Homily for 13 November 2022 by Fr. Joe Tedesco
Founders Day Mass
Genesis 28: 11 – 18; 1 Peter 2: 4 – 9; John 15: 9 – 17
We are celebrating our 73rd anniversary of our Founding and the 29th anniversary of the dedication of our new Church. A very special time for our community and for all who are part of our Mepkin family. We give thanks today for all of the blessings we have received these many years.
In September of this year, our Order held our General Chapter and our new Abbot General, Father Bernardus, inspired us with the challenge to live our Cistercian Charism, as the gift we give to the Church and to the world. The Church needs our contemplative life. We give witness to Gospel life as the way to life in God. Our monastic life offers this witness to the world.
This witness and this challenge to truly live the life inspires each of us to live with faithfulness this great gift we have been called to live here at Mepkin Abbey. Each monastery of our Order is unique in how they live the Cistercian life. The real mystery is we are all Cistercians living this wonderful life by the Rule of St. Benedict and we all live it in our own unique way. That is the gift each monastery offers the Church.
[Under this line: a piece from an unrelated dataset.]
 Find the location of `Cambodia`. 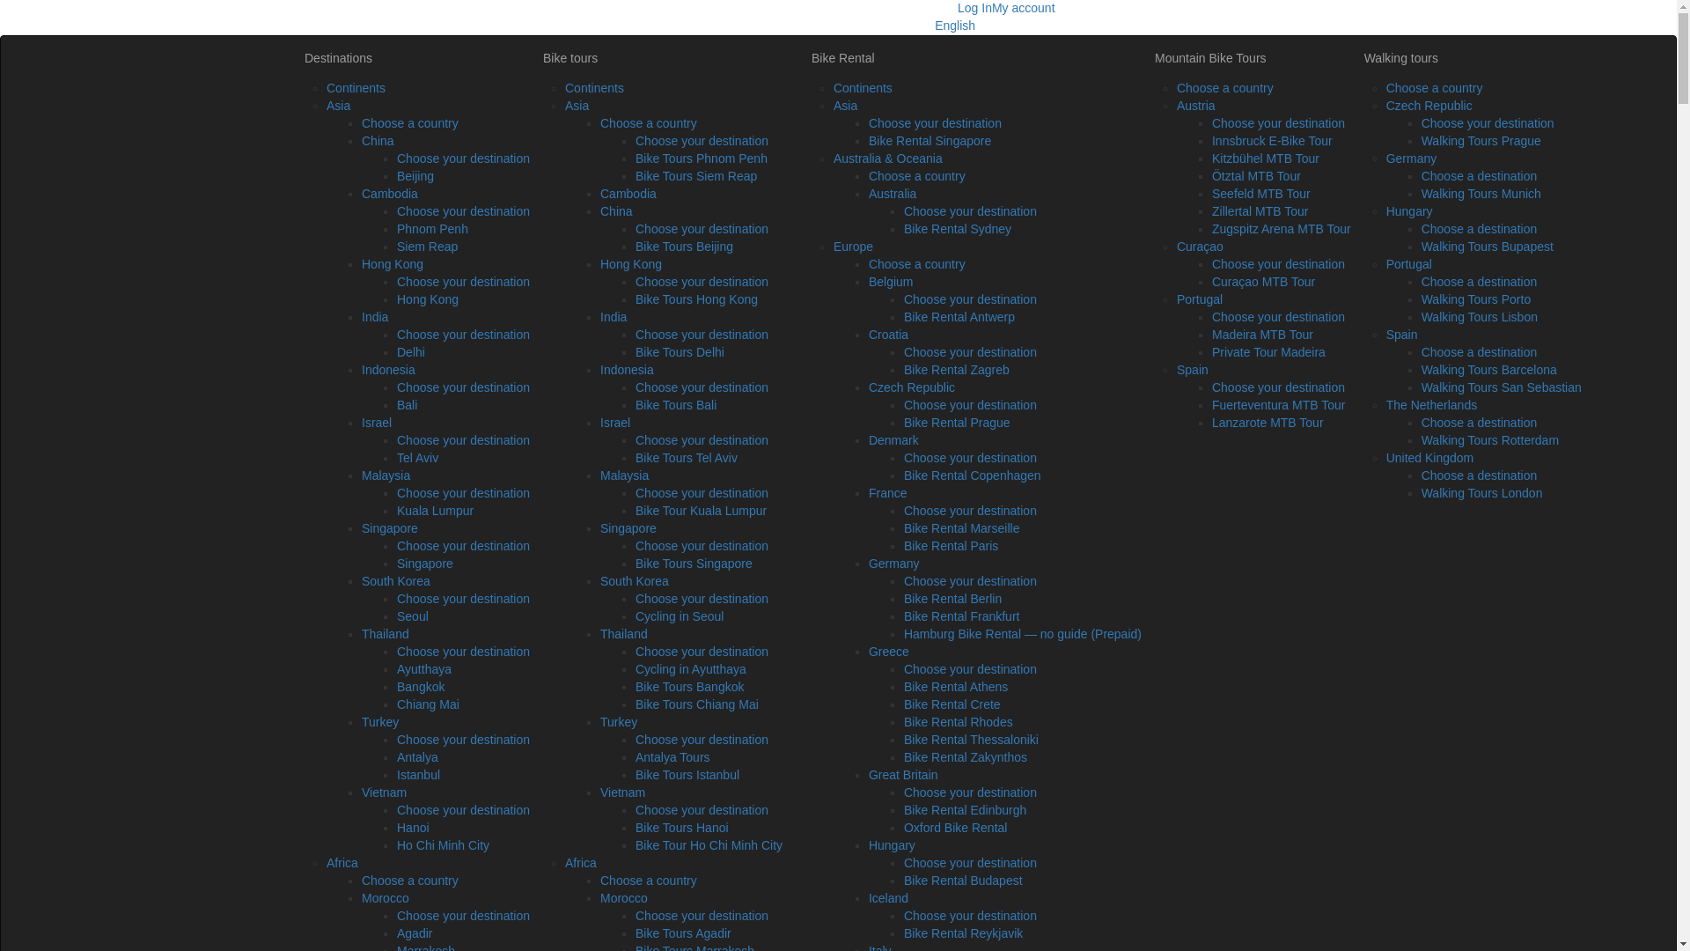

Cambodia is located at coordinates (389, 193).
The gateway to Heaven as we hear in Jacobs famous dream – truly is a revelation of God promising him and his descendants this new life of plenty and God that will never leave him.
In Jesus, our Christ, we receive the continuation of this promise from God. We are his chosen people, a holy nation, a royal priesthood. Worthy to offer to God the holy sacrifices of our lives of praise and thanksgiving.
Of course, there’s only one way to complete the dream and the promise – to live as one in Christ. To truly be his disciples. Our wonderful Cistercian life here at Mepkin gives us the place and the opportunity to fulfill this new life given to us in the Spirit and in our individual call by God to be Trappist monks.
Just like Jacob, we too in faith, hear God’s call and it is also a mystery that we are invited into this unique relationship with the Father through Jesus. By our life of silence, solitude and scriptural prayer – we listen for the voice of God speaking to our hearts. Bringing us to a conversion and a call to live in simplicity, obedience and poverty of Spirit. So that, we can be close to Christ and witness his love in the world. This is our true surrender for the Church and the world, to give praise to God day by day, while we also draw close to God so to be the mediators between God and humankind. Offering everything for the intentions of the Father, who wills his very life and love to be shared with all his creatures. After all, Genesis tells us we are created in the image and likeness of God.
Like so many holy men and women before us, we believe in faith we can find within our hearts, the power of believing in the possibilities of renewing the world. Gospel living does that because it gives witness to Christ who transforms everything.
The counter-cultural life of a Cistercian monk can do that – because it raises the possibilities of other worthwhile values that are life giving. Contrary to the values of power, authority and greed. Monks live Gospel values of selflessness and love. Always responding to the divine inspirations seeing Christ in every face and seeking always to live in the will of God.
Of course, everyone who believes in Christ can and is indeed called by baptism to witness to Christ in their life. And to Live in the Will of God. So, I am so glad to say that we have so many friends, so many people who join us in this sacred endeavor. Which is to bring about Kingdom values in the world and to build up the church. People who want to live contemplatively in their lives.
It’s the recognition of many that monkhood is an archetype of our human experience. That part of us seeking God, that part of us seeking deeper prayer and unity with the divine within.
This heart desire is deep in the psyche of every person. Living contemplatively touches it and enables one to live form this grace. Like Jacob before us, we to realize that ultimately we belong to God and find our fullness in God.
So, in this anniversary that we monks celebrate, touches the core realities of the human experience. Let us pray that we can all live more clearly with these truths and together we can change the world as we enter more and more into God’s very life and love.